As at the start of the story Robin tells Little John, William Scarlock and Much to ‘go up to Sayles’ to scan the Great North Road for a ‘dinner guest’ (one who will subsequently be asked to pay!) they must be down here in Brockadale. Sayles is an outcrop overlooking the valley, now marked on the map as Sayles Plantation. Going back as far as 1841, iron age earthworks at Sayles were shown on the Ordnance Survey map as ‘Castle Hills’. Castle Hill is surrounded by several tower-like crags so it could have served as a look-out post and a defensible position for a band of archers.

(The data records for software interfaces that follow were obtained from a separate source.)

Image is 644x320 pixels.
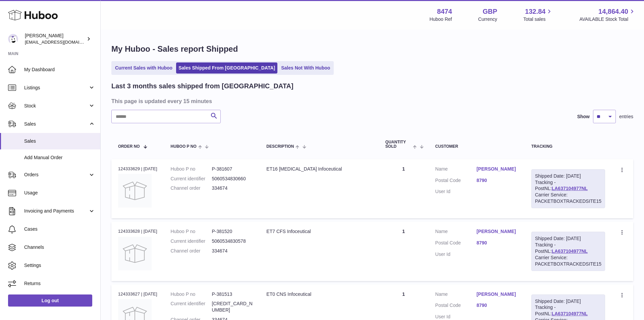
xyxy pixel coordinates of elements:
span: Orders [24,171,88,178]
div: Shipped Date: [DATE] [535,298,601,305]
dd: 334674 [212,248,253,254]
dt: Postal Code [435,177,476,185]
a: 14,864.40 AVAILABLE Stock Total [579,7,636,22]
label: Show [577,114,590,120]
a: 8790 [476,302,518,309]
div: [PERSON_NAME] [25,33,85,45]
h3: This page is updated every 15 minutes [112,97,632,105]
dd: P-381607 [212,166,253,173]
h2: Last 3 months sales shipped from [GEOGRAPHIC_DATA] [112,82,293,91]
span: Stock [24,103,88,109]
a: Sales Shipped From [GEOGRAPHIC_DATA] [176,63,277,74]
div: ET7 CFS Infoceutical [266,229,372,235]
dt: User Id [435,189,476,195]
h1: My Huboo - Sales report Shipped [112,44,633,54]
div: 124333628 | [DATE] [118,229,157,235]
a: Log out [8,294,92,307]
div: Tracking - PostNL: [531,169,605,208]
dt: Postal Code [435,240,476,248]
a: Current Sales with Huboo [113,63,175,74]
span: Settings [24,262,96,269]
dt: Current identifier [171,238,212,245]
dt: Name [435,229,476,237]
dt: Huboo P no [171,291,212,298]
img: orders@neshealth.com [8,34,18,44]
div: ET0 CNS Infoceutical [266,291,372,298]
a: [PERSON_NAME] [476,166,518,173]
dt: Current identifier [171,301,212,314]
dt: Name [435,291,476,299]
dt: Channel order [171,185,212,191]
dd: P-381513 [212,291,253,298]
a: LA637104977NL [552,186,588,191]
a: LA637104977NL [552,311,588,316]
dd: [CREDIT_CARD_NUMBER] [212,301,253,314]
td: 1 [379,159,428,218]
div: Customer [435,144,518,149]
dt: User Id [435,314,476,320]
a: 8790 [476,177,518,184]
a: Sales Not With Huboo [279,63,332,74]
span: entries [619,114,633,120]
a: LA637104977NL [552,248,588,254]
dt: Postal Code [435,302,476,310]
span: Returns [24,280,96,287]
span: Huboo P no [171,144,196,149]
dd: P-381520 [212,229,253,235]
div: Tracking - PostNL: [531,232,605,271]
span: Listings [24,84,88,91]
span: [EMAIL_ADDRESS][DOMAIN_NAME] [25,40,99,45]
span: Cases [24,226,96,232]
dt: Huboo P no [171,166,212,173]
dt: Current identifier [171,176,212,182]
span: Sales [24,121,88,127]
dt: Channel order [171,248,212,254]
span: AVAILABLE Stock Total [579,16,636,22]
span: Add Manual Order [24,154,96,161]
span: Order No [118,144,140,149]
span: Invoicing and Payments [24,208,88,214]
div: Carrier Service: PACKETBOXTRACKEDSITE15 [535,255,601,267]
a: [PERSON_NAME] [476,229,518,235]
strong: 8474 [437,7,452,16]
dd: 5060534830578 [212,238,253,245]
a: [PERSON_NAME] [476,291,518,298]
img: no-photo.jpg [118,174,152,208]
div: Currency [479,16,497,22]
div: Carrier Service: PACKETBOXTRACKEDSITE15 [535,192,601,205]
div: ET16 [MEDICAL_DATA] Infoceutical [266,166,372,173]
div: Tracking [531,144,605,149]
span: Channels [24,244,96,251]
a: 8790 [476,240,518,246]
span: Usage [24,190,96,196]
dt: User Id [435,251,476,257]
span: 14,864.40 [599,7,629,16]
span: Sales [24,138,96,144]
div: Shipped Date: [DATE] [535,236,601,242]
span: Total sales [523,16,553,22]
span: My Dashboard [24,66,96,73]
a: 132.84 Total sales [523,7,553,22]
dd: 334674 [212,185,253,191]
div: Huboo Ref [430,16,452,22]
dd: 5060534830660 [212,176,253,182]
span: 132.84 [525,7,545,16]
div: Shipped Date: [DATE] [535,173,601,179]
td: 1 [379,222,428,281]
strong: GBP [483,7,497,16]
dt: Huboo P no [171,229,212,235]
img: no-photo.jpg [118,237,152,270]
div: 124333629 | [DATE] [118,166,157,172]
dt: Name [435,166,476,174]
span: Quantity Sold [385,140,411,149]
div: 124333627 | [DATE] [118,291,157,297]
span: Description [266,144,294,149]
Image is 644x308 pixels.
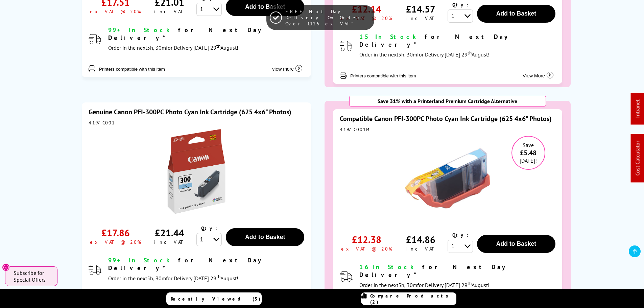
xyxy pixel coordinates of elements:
img: Compatible Canon PFI-300PC Photo Cyan Ink Cartridge (625 4x6" Photos) [405,136,490,220]
button: Printers compatible with this item [348,73,418,79]
span: [DATE]! [520,157,537,164]
button: Add to Basket [226,228,304,246]
sup: th [216,43,221,49]
span: Subscribe for Special Offers [14,269,51,283]
span: Compare Products (2) [370,293,456,305]
button: View More [520,66,556,79]
sup: th [468,50,472,56]
span: view more [272,66,294,72]
span: Add to Basket [245,234,285,240]
div: £17.86 [101,226,130,239]
span: 99+ In Stock [108,256,172,264]
span: Order in the next for Delivery [DATE] 29 August! [108,44,238,51]
a: Cost Calculator [634,141,641,176]
div: inc VAT [154,239,185,245]
div: £14.86 [406,233,435,246]
span: Add to Basket [496,240,536,247]
sup: th [468,280,472,286]
span: Qty: [201,225,217,231]
div: £21.44 [155,226,184,239]
div: ex VAT @ 20% [341,246,392,252]
span: for Next Day Delivery* [359,263,509,279]
div: modal_delivery [108,256,304,283]
sup: th [216,273,221,279]
div: 4197C001PL [340,126,556,132]
button: Printers compatible with this item [97,66,167,72]
div: 4197C001 [88,120,304,126]
span: 15 In Stock [359,33,419,41]
a: Genuine Canon PFI-300PC Photo Cyan Ink Cartridge (625 4x6" Photos) [88,108,291,116]
div: £12.38 [352,233,381,246]
span: 5h, 30m [398,51,417,58]
div: ex VAT @ 20% [90,239,141,245]
button: Close [2,263,10,271]
div: modal_delivery [108,26,304,53]
img: Canon PFI-300PC Photo Cyan Ink Cartridge (625 4x6" Photos) [154,129,238,214]
div: inc VAT [405,246,436,252]
span: Order in the next for Delivery [DATE] 29 August! [359,51,489,58]
span: 16 In Stock [359,263,417,271]
span: Order in the next for Delivery [DATE] 29 August! [108,275,238,282]
span: £5.48 [512,148,544,157]
span: 5h, 30m [398,282,417,288]
span: 5h, 30m [147,275,166,282]
span: Recently Viewed (5) [171,296,261,302]
a: Recently Viewed (5) [166,292,262,305]
button: view more [270,59,304,72]
div: modal_delivery [359,33,556,59]
span: Qty: [452,232,468,238]
div: Save 31% with a Printerland Premium Cartridge Alternative [349,96,546,106]
span: for Next Day Delivery* [108,256,265,272]
span: View More [523,73,545,79]
button: Add to Basket [477,235,556,253]
a: Compatible Canon PFI-300PC Photo Cyan Ink Cartridge (625 4x6" Photos) [340,114,552,123]
span: Save [523,141,534,148]
span: Order in the next for Delivery [DATE] 29 August! [359,282,489,288]
span: FREE Next Day Delivery On Orders Over £125 ex VAT* [285,9,371,26]
span: 5h, 30m [147,44,166,51]
a: Compare Products (2) [361,292,456,305]
span: for Next Day Delivery* [359,33,511,48]
div: modal_delivery [359,263,556,290]
a: Intranet [634,100,641,118]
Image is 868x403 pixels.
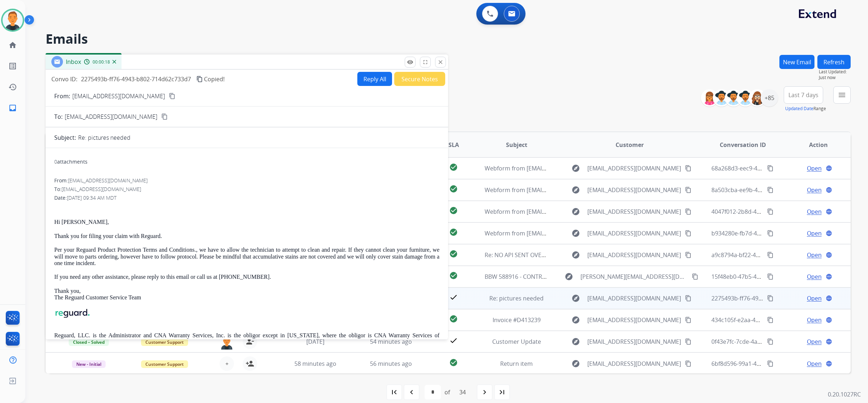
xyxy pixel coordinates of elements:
mat-icon: remove_red_eye [407,59,414,65]
span: [EMAIL_ADDRESS][DOMAIN_NAME] [65,112,157,121]
mat-icon: content_copy [161,113,167,120]
mat-icon: check_circle [449,228,458,237]
mat-icon: content_copy [685,187,691,194]
mat-icon: content_copy [169,93,175,100]
mat-icon: explore [571,207,580,216]
mat-icon: last_page [497,388,506,397]
span: Closed – Solved [69,338,109,346]
img: Reguard+Logotype+Color_WBG_S.png [54,308,90,319]
span: 6bf8d596-99a1-4292-b455-d159597f049b [711,360,822,368]
mat-icon: check_circle [449,163,458,171]
mat-icon: language [826,252,832,258]
mat-icon: content_copy [685,252,691,258]
mat-icon: language [826,317,832,323]
div: Date: [54,194,439,202]
span: 00:00:18 [92,59,110,65]
mat-icon: fullscreen [422,59,429,65]
mat-icon: check_circle [449,358,458,367]
mat-icon: check [449,293,458,302]
mat-icon: home [8,41,17,49]
span: [EMAIL_ADDRESS][DOMAIN_NAME] [587,164,681,173]
span: Just now [819,75,850,80]
button: Refresh [817,55,850,69]
button: + [219,357,234,371]
p: To: [54,112,62,121]
button: Secure Notes [394,72,445,86]
mat-icon: content_copy [685,361,691,367]
mat-icon: content_copy [767,317,773,323]
span: Customer [615,140,643,149]
mat-icon: content_copy [692,273,698,280]
span: Open [807,315,822,324]
span: [EMAIL_ADDRESS][DOMAIN_NAME] [68,177,147,184]
div: of [445,388,450,397]
span: [EMAIL_ADDRESS][DOMAIN_NAME] [587,186,681,194]
mat-icon: person_remove [245,338,254,346]
span: 15f48eb0-47b5-4d7d-84b4-b6b21739bf40 [711,272,823,280]
span: 2275493b-ff76-4943-b802-714d62c733d7 [711,295,821,303]
mat-icon: explore [571,338,580,346]
span: [PERSON_NAME][EMAIL_ADDRESS][DOMAIN_NAME] [580,272,687,281]
span: 0 [54,158,57,165]
mat-icon: menu [838,91,846,100]
span: Open [807,338,822,346]
span: Open [807,164,822,173]
th: Action [775,132,850,158]
mat-icon: content_copy [767,252,773,258]
mat-icon: explore [571,186,580,194]
mat-icon: person_add [245,359,254,368]
span: [EMAIL_ADDRESS][DOMAIN_NAME] [587,229,681,237]
p: 0.20.1027RC [827,390,861,399]
h2: Emails [45,32,850,46]
mat-icon: content_copy [767,273,773,280]
mat-icon: check_circle [449,206,458,215]
div: From: [54,177,439,184]
span: 434c105f-e2aa-43f7-8f25-b9878ad0fd40 [711,316,818,324]
img: agent-avatar [219,335,234,350]
span: 4047f012-2b8d-4e9a-bc21-8b251d7c0c06 [711,208,822,216]
mat-icon: content_copy [767,165,773,171]
span: Invoice #D413239 [493,316,540,324]
span: Re: NO API SENT OVER PLEASE SEND CLAIM# [485,251,604,259]
mat-icon: explore [564,272,573,281]
img: avatar [2,10,23,30]
p: Convo ID: [51,75,77,84]
span: 0f43e7fc-7cde-4a15-85be-0ee24def96e6 [711,338,819,346]
mat-icon: content_copy [767,187,773,194]
mat-icon: explore [571,251,580,260]
p: Thank you, The Reguard Customer Service Team [54,288,439,301]
span: Re: pictures needed [489,295,544,303]
button: Reply All [357,72,392,86]
span: 56 minutes ago [370,360,412,368]
span: [EMAIL_ADDRESS][DOMAIN_NAME] [587,338,681,346]
span: Inbox [66,58,81,66]
mat-icon: check_circle [449,185,458,194]
mat-icon: content_copy [685,230,691,237]
mat-icon: explore [571,229,580,237]
mat-icon: language [826,338,832,345]
mat-icon: list_alt [8,62,17,70]
span: [EMAIL_ADDRESS][DOMAIN_NAME] [587,315,681,324]
span: a9c8794a-bf22-4e40-93e5-e400673d6587 [711,251,822,259]
button: Updated Date [785,106,813,112]
p: If you need any other assistance, please reply to this email or call us at [PHONE_NUMBER]. [54,274,439,280]
p: Hi [PERSON_NAME], [54,219,439,225]
mat-icon: navigate_next [480,388,489,397]
span: 2275493b-ff76-4943-b802-714d62c733d7 [81,75,191,83]
p: Reguard, LLC. is the Administrator and CNA Warranty Services, Inc. is the obligor except in [US_S... [54,332,439,346]
span: Webform from [EMAIL_ADDRESS][DOMAIN_NAME] on [DATE] [485,186,648,194]
span: [EMAIL_ADDRESS][DOMAIN_NAME] [587,207,681,216]
span: SLA [449,140,459,149]
mat-icon: content_copy [685,317,691,323]
span: Last Updated: [819,69,850,75]
mat-icon: language [826,361,832,367]
span: Open [807,272,822,281]
mat-icon: explore [571,164,580,173]
span: Last 7 days [788,93,819,96]
span: Copied! [204,75,225,84]
span: Return item [500,360,532,368]
span: 54 minutes ago [370,338,412,346]
div: +85 [760,89,778,107]
span: Webform from [EMAIL_ADDRESS][DOMAIN_NAME] on [DATE] [485,164,648,172]
mat-icon: content_copy [767,230,773,237]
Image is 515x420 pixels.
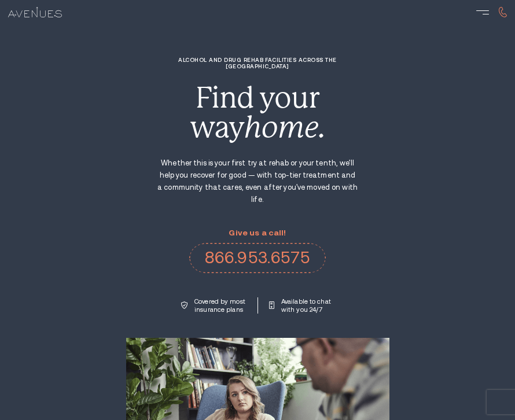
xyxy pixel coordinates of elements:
[189,243,325,273] a: 866.953.6575
[156,83,359,142] div: Find your way
[181,297,247,313] a: Covered by most insurance plans
[156,157,359,206] p: Whether this is your first try at rehab or your tenth, we'll help you recover for good — with top...
[194,297,247,313] p: Covered by most insurance plans
[156,56,359,69] h1: Alcohol and Drug Rehab Facilities across the [GEOGRAPHIC_DATA]
[281,297,334,313] p: Available to chat with you 24/7
[244,110,325,144] i: home.
[269,297,334,313] a: Available to chat with you 24/7
[189,228,325,237] p: Give us a call!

Now managed, in part, as a Yorkshire Wildlife Trust reserve, Brockadale straddles the borders of North and West Yorkshire.
Damsons
Chapel Lane, Little Smeaton, 10 a.m.
JULY IS the middle of our summer but in the hedgerows there’s a feeling that autumn isn’t too far away. Hawthorn berries are beginning to appear – still green at the moment – but these damsons by the lay-by are well on their way to being ripe.
I’d always assumed that the ‘brock’ in Brockadale referred to the badger but apparently it means ‘broken dale’; the slopes are broken by craggy outcrops of magnesian limestone. The name might refer to quarrying on the valley slopes.
Perforate St John’s Wort (note the little ‘perforations’ when you hold a leaf up to the light, left) was used to treat wounds in Robin Hood’s day by the Knights of St John of Jerusalem, who had a preceptory at Newland, near Wakefield, and were Robert Hode’s close neighbours in the town on Warrengate, where Robin and the Hospitallers both held property.
The chalky soil that makes the limestone meadows so refreshingly different to the buttercup meadows that I’m so familiar with elsewhere on the coal measures and gritstone country of West Yorkshire.
Burnet Moths

Marbled White

Sheep and cattle graze in the field below. Grazing is an essential part of the management of the grasslands, helping prevent bushes taking over and shading out the limestone meadow flowers.
Britain Revisited
Most of these drawings were made in Brockadale in July 2009. I was revisiting the east of England locations that I first drawn in July 1979 while working on my Richard Bell’s Britain sketchbook for Collins. There were so many places to revisit during July that I had to find some way of dealing with the rain. I took a pop-up shelter that I’d bought at Netto and set it up overlooking Brockadale (top picture).